"Well, fear's sort of an odd thing. When I was in residency my first solo procedure was a spinal surgery on a sixteen year old kid, a girl. And at the end, after thirteen hours, I was closing her up and I, I accidentally ripped her dural sac, shredded the base of the spine where all the nerves come together, membrane as thin as tissue. And so it ripped open and the nerves just spilled out of her like angel hair pasta, spinal fluid flowing out of her and I... and the terror was just so crazy. So real. And I knew I had to deal with it. So I just made a choice. I'd let the fear in, let it take over, let it do its thing, but only for five seconds, that's all I was going to give it. So I started to count: one, two, three, four, five. Then it was gone. I went back to work, sewed her up and she was fine." ~ Dr. Jack Shepherd
Lately the question I get asked by nearly everyone is "Do you know when Jericho's coming home?"
Up until recently that question has had no definitive answer. For the past two months, Jericho and all his people have been strung along without any real goal to why they were still in Kuwait. They had little real work to do. They were forming various sports leagues and Jericho was getting a lot of gym time in [which I also benefit from so no complaining here] but none were clear on their purpose in continuing to be overseas. Morale was low. People were anxious to go home. They were told amorphous future plans with assumed possibilities that they'd come home early instead of keeping on with the bogusness of the past two months.
I usually spared people the long answer to the question and said, "We don't know but worst case scenario will be June/July but the way things are going now, they should be coming home early, probably in the spring some time."
As of this past Friday, I have a real answer. After two months of dilly dally, they decided to send his platoon to Afghanistan for 90 days and will be coming home for good in July. Jericho estimates a return date of July 24. So far, this seems like a bona fide plan, at least the most bona fide plan thus far, but Jericho assures me that "this is the army", meaning they could change their minds at will. Being in self-preservation mode, I'm now assuming this is the real plan.
I tried not to bank on the idea of him coming home early. I assumed I'd be doing the taxes, taking myself out to dinner for our anniversary, going to my baby gender ultrasound by myself.
No matter how much I logically didn't assume he'd be here, I still found myself majorly ticked that coming home early was off the table. He'll be gone for another five months. Five more months of prego aloneness. Five more months of Sydney aloneness. On Friday, the day of the news, I had very heavy boots. Every time I looked at Sydney and her awesomeness. Every time I ate a meal by myself. Every time Sydney cried and fussed and I didn't think my arms could handle it anymore. I kept focusing on this giant spotlight of loneliness and fatigue shining on me for all the world to see.
And I was miserable. That night, after Sydney went to bed and I finally got a shower and I painted my toenails the happiest pinkest color I have, I let myself cry. I cried it all out. And then I was done. I fancy myself pretty heroic. I'm competitive and egotistical. And to feel like I'm falling down without a grip on any kind of safety rail is foreign and uncomfortable. It's why I don't ski.
So that Saturday I woke up feeling a million and one times more fantastic. I can't tell you exactly why. I just knew that I was done being afraid and pitiful. I counted to five, let in all my fear and sadness and self-pity, and then it was over.
On Jericho's end, they obviously would much rather be coming home, but going to Afghanistan to have real work to do is infinitely better than what they've doing in Kuwait. So for that, I'm happy. I'm happy that he'll be feeling useful and getting to drive big fun trucks around. I'm happy that now he'll be busy, the time will go by faster for him. I'm happy we'll still be able to communicate. I'm happy that even though he's going to where the real war is, he's in a super-duper armored truck that he assures me "is meant to be blown up and keep on going."
My last pregnancy, the countdown to birth sadly coincided with Jericho leaving. This time, the birth countdown [kind of] coincides with Jericho coming home. Look at that! I'm going to make a construction paper chain for my weeks of pregnancy/when Jericho comes home. Anyone else who has a countdown, feel free to join me in my juvenile construction paper excitement.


[Problem requirements] Below are records to return verbatim; the pictures are to be dropped.
(Available data)
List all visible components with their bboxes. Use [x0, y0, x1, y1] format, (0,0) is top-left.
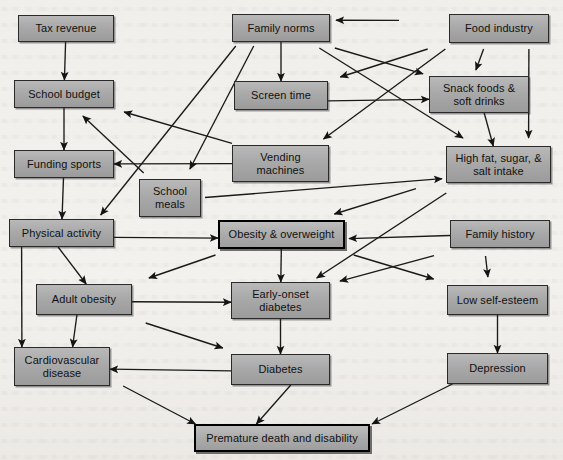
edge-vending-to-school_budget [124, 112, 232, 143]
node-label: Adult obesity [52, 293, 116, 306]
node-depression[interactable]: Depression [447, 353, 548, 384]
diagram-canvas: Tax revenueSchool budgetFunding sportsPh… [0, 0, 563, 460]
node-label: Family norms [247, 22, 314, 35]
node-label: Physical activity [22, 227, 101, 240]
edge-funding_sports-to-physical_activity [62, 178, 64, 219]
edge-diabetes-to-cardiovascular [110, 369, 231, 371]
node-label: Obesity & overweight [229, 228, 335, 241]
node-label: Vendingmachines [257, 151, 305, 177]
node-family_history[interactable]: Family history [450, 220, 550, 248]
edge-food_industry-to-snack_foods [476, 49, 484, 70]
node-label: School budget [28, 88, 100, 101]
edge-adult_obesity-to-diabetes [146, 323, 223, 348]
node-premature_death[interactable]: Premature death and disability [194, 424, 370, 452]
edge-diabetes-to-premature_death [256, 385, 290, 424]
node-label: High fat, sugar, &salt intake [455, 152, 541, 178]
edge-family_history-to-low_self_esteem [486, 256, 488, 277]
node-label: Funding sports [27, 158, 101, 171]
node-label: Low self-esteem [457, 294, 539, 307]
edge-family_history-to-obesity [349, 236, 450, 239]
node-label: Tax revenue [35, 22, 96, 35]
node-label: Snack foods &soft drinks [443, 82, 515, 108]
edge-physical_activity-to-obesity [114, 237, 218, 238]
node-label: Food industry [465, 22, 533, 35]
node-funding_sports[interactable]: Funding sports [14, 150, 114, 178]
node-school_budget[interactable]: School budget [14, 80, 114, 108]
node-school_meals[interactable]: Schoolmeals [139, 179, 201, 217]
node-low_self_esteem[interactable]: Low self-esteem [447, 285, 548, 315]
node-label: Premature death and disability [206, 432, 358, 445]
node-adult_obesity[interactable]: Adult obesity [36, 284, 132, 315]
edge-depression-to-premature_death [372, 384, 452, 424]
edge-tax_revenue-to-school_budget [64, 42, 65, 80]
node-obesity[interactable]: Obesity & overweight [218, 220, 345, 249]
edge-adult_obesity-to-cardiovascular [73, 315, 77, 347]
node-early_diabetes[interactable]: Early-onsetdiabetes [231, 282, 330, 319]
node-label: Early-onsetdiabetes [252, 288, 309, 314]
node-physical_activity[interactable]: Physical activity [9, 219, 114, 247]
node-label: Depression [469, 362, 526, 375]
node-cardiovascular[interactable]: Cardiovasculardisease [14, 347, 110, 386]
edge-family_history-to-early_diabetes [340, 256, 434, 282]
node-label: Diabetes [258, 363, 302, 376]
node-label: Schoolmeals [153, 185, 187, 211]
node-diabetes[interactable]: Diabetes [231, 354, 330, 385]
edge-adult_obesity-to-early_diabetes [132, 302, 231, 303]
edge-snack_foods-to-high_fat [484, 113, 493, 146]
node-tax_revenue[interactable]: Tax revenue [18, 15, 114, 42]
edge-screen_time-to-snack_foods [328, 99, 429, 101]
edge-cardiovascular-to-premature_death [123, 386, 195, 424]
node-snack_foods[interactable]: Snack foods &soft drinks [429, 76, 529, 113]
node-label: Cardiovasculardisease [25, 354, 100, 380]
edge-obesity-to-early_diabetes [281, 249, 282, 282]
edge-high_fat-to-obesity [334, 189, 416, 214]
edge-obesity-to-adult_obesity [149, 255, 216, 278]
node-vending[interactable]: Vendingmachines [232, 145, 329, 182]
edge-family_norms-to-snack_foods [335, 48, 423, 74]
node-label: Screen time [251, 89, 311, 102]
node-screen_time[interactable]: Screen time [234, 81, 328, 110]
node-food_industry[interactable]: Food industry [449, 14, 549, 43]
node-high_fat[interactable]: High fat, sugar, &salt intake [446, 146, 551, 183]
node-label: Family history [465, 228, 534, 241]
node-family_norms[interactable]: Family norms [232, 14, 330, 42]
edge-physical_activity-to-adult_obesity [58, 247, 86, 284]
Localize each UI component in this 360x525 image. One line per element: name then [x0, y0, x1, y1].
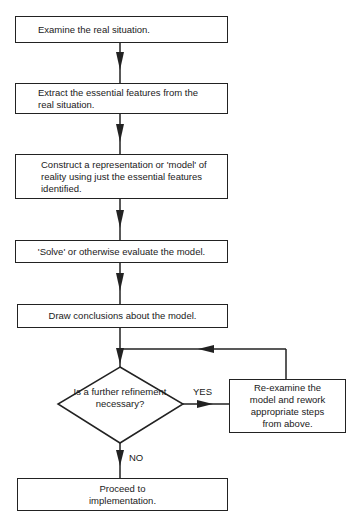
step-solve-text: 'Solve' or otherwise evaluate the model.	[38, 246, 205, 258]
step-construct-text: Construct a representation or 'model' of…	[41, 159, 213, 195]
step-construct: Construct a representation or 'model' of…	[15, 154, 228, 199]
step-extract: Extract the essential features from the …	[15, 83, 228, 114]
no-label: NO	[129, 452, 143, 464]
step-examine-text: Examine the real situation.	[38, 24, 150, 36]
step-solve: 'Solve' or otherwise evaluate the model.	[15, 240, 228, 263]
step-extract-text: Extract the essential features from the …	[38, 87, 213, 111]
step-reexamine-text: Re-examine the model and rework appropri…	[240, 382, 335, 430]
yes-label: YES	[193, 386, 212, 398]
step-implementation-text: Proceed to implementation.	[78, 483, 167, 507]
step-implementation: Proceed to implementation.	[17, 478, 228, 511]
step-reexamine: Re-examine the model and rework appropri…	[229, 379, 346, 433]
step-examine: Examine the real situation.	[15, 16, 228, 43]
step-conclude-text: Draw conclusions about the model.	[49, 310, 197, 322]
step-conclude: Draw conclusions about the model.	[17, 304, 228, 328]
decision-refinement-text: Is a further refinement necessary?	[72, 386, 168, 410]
(End Available data)
[Answer to this task]
List all visible components with their bboxes. Use [x0, y0, x1, y1] format, (0,0) is top-left.
edge-vending-to-school_budget [124, 112, 232, 143]
node-label: Adult obesity [52, 293, 116, 306]
node-depression[interactable]: Depression [447, 353, 548, 384]
diagram-canvas: Tax revenueSchool budgetFunding sportsPh… [0, 0, 563, 460]
node-label: Family norms [247, 22, 314, 35]
node-label: Physical activity [22, 227, 101, 240]
edge-funding_sports-to-physical_activity [62, 178, 64, 219]
edge-diabetes-to-cardiovascular [110, 369, 231, 371]
node-label: Obesity & overweight [229, 228, 335, 241]
node-label: Vendingmachines [257, 151, 305, 177]
node-family_history[interactable]: Family history [450, 220, 550, 248]
edge-food_industry-to-snack_foods [476, 49, 484, 70]
node-label: School budget [28, 88, 100, 101]
edge-adult_obesity-to-diabetes [146, 323, 223, 348]
node-premature_death[interactable]: Premature death and disability [194, 424, 370, 452]
edge-diabetes-to-premature_death [256, 385, 290, 424]
node-label: High fat, sugar, &salt intake [455, 152, 541, 178]
edge-family_history-to-low_self_esteem [486, 256, 488, 277]
node-label: Funding sports [27, 158, 101, 171]
node-label: Low self-esteem [457, 294, 539, 307]
edge-family_history-to-obesity [349, 236, 450, 239]
node-label: Tax revenue [35, 22, 96, 35]
node-label: Snack foods &soft drinks [443, 82, 515, 108]
edge-physical_activity-to-obesity [114, 237, 218, 238]
node-label: Food industry [465, 22, 533, 35]
node-funding_sports[interactable]: Funding sports [14, 150, 114, 178]
node-school_budget[interactable]: School budget [14, 80, 114, 108]
node-school_meals[interactable]: Schoolmeals [139, 179, 201, 217]
node-low_self_esteem[interactable]: Low self-esteem [447, 285, 548, 315]
node-label: Premature death and disability [206, 432, 358, 445]
node-adult_obesity[interactable]: Adult obesity [36, 284, 132, 315]
edge-depression-to-premature_death [372, 384, 452, 424]
edge-tax_revenue-to-school_budget [64, 42, 65, 80]
node-obesity[interactable]: Obesity & overweight [218, 220, 345, 249]
edge-adult_obesity-to-cardiovascular [73, 315, 77, 347]
node-early_diabetes[interactable]: Early-onsetdiabetes [231, 282, 330, 319]
node-label: Early-onsetdiabetes [252, 288, 309, 314]
node-physical_activity[interactable]: Physical activity [9, 219, 114, 247]
node-label: Depression [469, 362, 526, 375]
node-cardiovascular[interactable]: Cardiovasculardisease [14, 347, 110, 386]
edge-family_history-to-early_diabetes [340, 256, 434, 282]
node-label: Diabetes [258, 363, 302, 376]
node-label: Schoolmeals [153, 185, 187, 211]
node-diabetes[interactable]: Diabetes [231, 354, 330, 385]
edge-adult_obesity-to-early_diabetes [132, 302, 231, 303]
edge-snack_foods-to-high_fat [484, 113, 493, 146]
node-tax_revenue[interactable]: Tax revenue [18, 15, 114, 42]
edge-screen_time-to-snack_foods [328, 99, 429, 101]
edge-cardiovascular-to-premature_death [123, 386, 195, 424]
node-snack_foods[interactable]: Snack foods &soft drinks [429, 76, 529, 113]
node-label: Cardiovasculardisease [25, 354, 100, 380]
edge-obesity-to-early_diabetes [281, 249, 282, 282]
edge-high_fat-to-obesity [334, 189, 416, 214]
edge-obesity-to-adult_obesity [149, 255, 216, 278]
node-vending[interactable]: Vendingmachines [232, 145, 329, 182]
edge-family_norms-to-snack_foods [335, 48, 423, 74]
node-label: Screen time [251, 89, 311, 102]
node-screen_time[interactable]: Screen time [234, 81, 328, 110]
node-food_industry[interactable]: Food industry [449, 14, 549, 43]
node-high_fat[interactable]: High fat, sugar, &salt intake [446, 146, 551, 183]
node-label: Family history [465, 228, 534, 241]
node-family_norms[interactable]: Family norms [232, 14, 330, 42]
edge-physical_activity-to-adult_obesity [58, 247, 86, 284]
Localize each UI component in this 360x525 image. One line per element: name then [x0, y0, x1, y1].
step-solve-text: 'Solve' or otherwise evaluate the model.	[38, 246, 205, 258]
step-construct-text: Construct a representation or 'model' of…	[41, 159, 213, 195]
step-construct: Construct a representation or 'model' of…	[15, 154, 228, 199]
step-extract: Extract the essential features from the …	[15, 83, 228, 114]
no-label: NO	[129, 452, 143, 464]
step-examine-text: Examine the real situation.	[38, 24, 150, 36]
step-solve: 'Solve' or otherwise evaluate the model.	[15, 240, 228, 263]
step-extract-text: Extract the essential features from the …	[38, 87, 213, 111]
step-reexamine-text: Re-examine the model and rework appropri…	[240, 382, 335, 430]
yes-label: YES	[193, 386, 212, 398]
step-implementation-text: Proceed to implementation.	[78, 483, 167, 507]
step-implementation: Proceed to implementation.	[17, 478, 228, 511]
step-reexamine: Re-examine the model and rework appropri…	[229, 379, 346, 433]
step-examine: Examine the real situation.	[15, 16, 228, 43]
step-conclude-text: Draw conclusions about the model.	[49, 310, 197, 322]
step-conclude: Draw conclusions about the model.	[17, 304, 228, 328]
decision-refinement-text: Is a further refinement necessary?	[72, 386, 168, 410]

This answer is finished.